Wikiland News
Socialtext was featured in the Wall Street Journal today in an article by Kara Swisher on wikis at work.
What's really interesting is what's happening in the Kwiki developer community -- new SubEthaEdit and Technorati plugins. Plugins on the open source Kwiki framework also run on Socialtext.
There's also an interesting thread on wiki implementation failures on Many-to-Many, where Adina provides a great comment, which I share in full:
A wiki without social conventions for organization is like a meeting without an agenda.If you gather a group of people together around a table, they will have an unfocused conversation, unless someone has thought through and communicated the topics and goals for the meeting.
The agenda is not a "feature" of the table (!) Yet people know to create an agenda, because that is a social norm for an effective meeting.
The table does not enforce the agenda -- chairs doen't give shocks to people who speak out of turn. The meeting agenda is carried out, with some flexibility, by the meeting facilitator and participants.
When people are looking for wikis to "be organized" by themselves they are looking to the wrong place. People plan meetings, and people organize wikis.
There are social practices for organizing wikis, just like there are social practices for organizing meetings.
Most business software is like a table with a built-in set of agendas that are generic for a few kinds of meetings, and chairs that shock a speaker if she talks out of turn. The agenda designer is invisible, and long gone.
A wiki is more like a normal meeting room, which you can use for any kind of meeting. But the participants need to do the organizing and facilitating.
Implementation takes experience and understanding.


**Aim of the task**
The finished copy should match every record exactly and contain no pictures.

-- Data excerpts follows --

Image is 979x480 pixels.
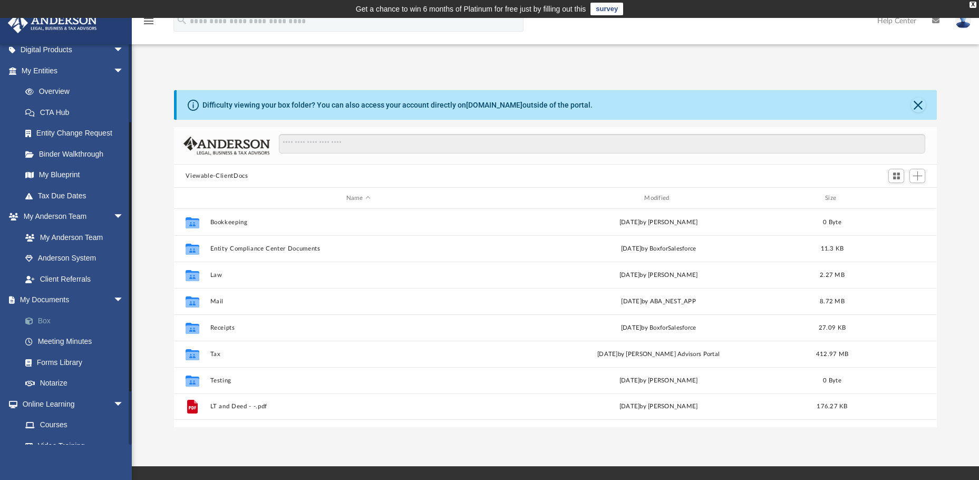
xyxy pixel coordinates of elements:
[176,14,188,26] i: search
[858,193,932,203] div: id
[15,102,140,123] a: CTA Hub
[15,331,140,352] a: Meeting Minutes
[113,289,134,311] span: arrow_drop_down
[279,134,925,154] input: Search files and folders
[15,373,140,394] a: Notarize
[210,403,506,410] button: LT and Deed - -.pdf
[466,101,522,109] a: [DOMAIN_NAME]
[811,193,853,203] div: Size
[15,227,129,248] a: My Anderson Team
[15,248,134,269] a: Anderson System
[15,143,140,164] a: Binder Walkthrough
[113,206,134,228] span: arrow_drop_down
[113,393,134,415] span: arrow_drop_down
[15,123,140,144] a: Entity Change Request
[15,185,140,206] a: Tax Due Dates
[820,298,844,304] span: 8.72 MB
[7,289,140,310] a: My Documentsarrow_drop_down
[15,414,134,435] a: Courses
[816,351,848,357] span: 412.97 MB
[823,377,842,383] span: 0 Byte
[510,193,807,203] div: Modified
[511,376,807,385] div: [DATE] by [PERSON_NAME]
[142,20,155,27] a: menu
[210,298,506,305] button: Mail
[15,310,140,331] a: Box
[511,297,807,306] div: [DATE] by ABA_NEST_APP
[210,324,506,331] button: Receipts
[909,169,925,183] button: Add
[186,171,248,181] button: Viewable-ClientDocs
[210,377,506,384] button: Testing
[15,268,134,289] a: Client Referrals
[113,60,134,82] span: arrow_drop_down
[7,40,140,61] a: Digital Productsarrow_drop_down
[823,219,842,225] span: 0 Byte
[511,350,807,359] div: [DATE] by [PERSON_NAME] Advisors Portal
[210,351,506,357] button: Tax
[511,244,807,254] div: [DATE] by BoxforSalesforce
[911,98,926,112] button: Close
[15,435,129,456] a: Video Training
[821,246,844,251] span: 11.3 KB
[820,272,844,278] span: 2.27 MB
[888,169,904,183] button: Switch to Grid View
[969,2,976,8] div: close
[511,323,807,333] div: [DATE] by BoxforSalesforce
[210,193,506,203] div: Name
[819,325,846,331] span: 27.09 KB
[142,15,155,27] i: menu
[5,13,100,33] img: Anderson Advisors Platinum Portal
[7,60,140,81] a: My Entitiesarrow_drop_down
[356,3,586,15] div: Get a chance to win 6 months of Platinum for free just by filling out this
[7,206,134,227] a: My Anderson Teamarrow_drop_down
[511,218,807,227] div: [DATE] by [PERSON_NAME]
[174,209,936,427] div: grid
[955,13,971,28] img: User Pic
[7,393,134,414] a: Online Learningarrow_drop_down
[817,403,848,409] span: 176.27 KB
[15,81,140,102] a: Overview
[210,245,506,252] button: Entity Compliance Center Documents
[210,219,506,226] button: Bookkeeping
[179,193,205,203] div: id
[202,100,593,111] div: Difficulty viewing your box folder? You can also access your account directly on outside of the p...
[15,164,134,186] a: My Blueprint
[511,270,807,280] div: [DATE] by [PERSON_NAME]
[210,271,506,278] button: Law
[590,3,623,15] a: survey
[15,352,134,373] a: Forms Library
[113,40,134,61] span: arrow_drop_down
[511,402,807,411] div: [DATE] by [PERSON_NAME]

-- Data excerpts concluded --

**Response**
Image is 979x480 pixels.
xyxy pixel coordinates of elements:
[176,14,188,26] i: search
[858,193,932,203] div: id
[15,102,140,123] a: CTA Hub
[15,331,140,352] a: Meeting Minutes
[113,289,134,311] span: arrow_drop_down
[279,134,925,154] input: Search files and folders
[15,373,140,394] a: Notarize
[210,403,506,410] button: LT and Deed - -.pdf
[466,101,522,109] a: [DOMAIN_NAME]
[811,193,853,203] div: Size
[15,227,129,248] a: My Anderson Team
[15,248,134,269] a: Anderson System
[15,143,140,164] a: Binder Walkthrough
[113,206,134,228] span: arrow_drop_down
[113,393,134,415] span: arrow_drop_down
[15,123,140,144] a: Entity Change Request
[15,185,140,206] a: Tax Due Dates
[820,298,844,304] span: 8.72 MB
[7,289,140,310] a: My Documentsarrow_drop_down
[15,414,134,435] a: Courses
[816,351,848,357] span: 412.97 MB
[823,377,842,383] span: 0 Byte
[510,193,807,203] div: Modified
[511,376,807,385] div: [DATE] by [PERSON_NAME]
[142,20,155,27] a: menu
[210,298,506,305] button: Mail
[15,310,140,331] a: Box
[511,297,807,306] div: [DATE] by ABA_NEST_APP
[210,324,506,331] button: Receipts
[909,169,925,183] button: Add
[186,171,248,181] button: Viewable-ClientDocs
[210,377,506,384] button: Testing
[15,268,134,289] a: Client Referrals
[113,60,134,82] span: arrow_drop_down
[7,40,140,61] a: Digital Productsarrow_drop_down
[823,219,842,225] span: 0 Byte
[511,350,807,359] div: [DATE] by [PERSON_NAME] Advisors Portal
[210,351,506,357] button: Tax
[511,244,807,254] div: [DATE] by BoxforSalesforce
[911,98,926,112] button: Close
[15,435,129,456] a: Video Training
[821,246,844,251] span: 11.3 KB
[820,272,844,278] span: 2.27 MB
[888,169,904,183] button: Switch to Grid View
[969,2,976,8] div: close
[511,323,807,333] div: [DATE] by BoxforSalesforce
[210,193,506,203] div: Name
[819,325,846,331] span: 27.09 KB
[142,15,155,27] i: menu
[5,13,100,33] img: Anderson Advisors Platinum Portal
[7,60,140,81] a: My Entitiesarrow_drop_down
[356,3,586,15] div: Get a chance to win 6 months of Platinum for free just by filling out this
[7,206,134,227] a: My Anderson Teamarrow_drop_down
[511,218,807,227] div: [DATE] by [PERSON_NAME]
[174,209,936,427] div: grid
[955,13,971,28] img: User Pic
[7,393,134,414] a: Online Learningarrow_drop_down
[817,403,848,409] span: 176.27 KB
[15,81,140,102] a: Overview
[210,245,506,252] button: Entity Compliance Center Documents
[210,219,506,226] button: Bookkeeping
[179,193,205,203] div: id
[202,100,593,111] div: Difficulty viewing your box folder? You can also access your account directly on outside of the p...
[15,164,134,186] a: My Blueprint
[511,270,807,280] div: [DATE] by [PERSON_NAME]
[210,271,506,278] button: Law
[590,3,623,15] a: survey
[15,352,134,373] a: Forms Library
[113,40,134,61] span: arrow_drop_down
[511,402,807,411] div: [DATE] by [PERSON_NAME]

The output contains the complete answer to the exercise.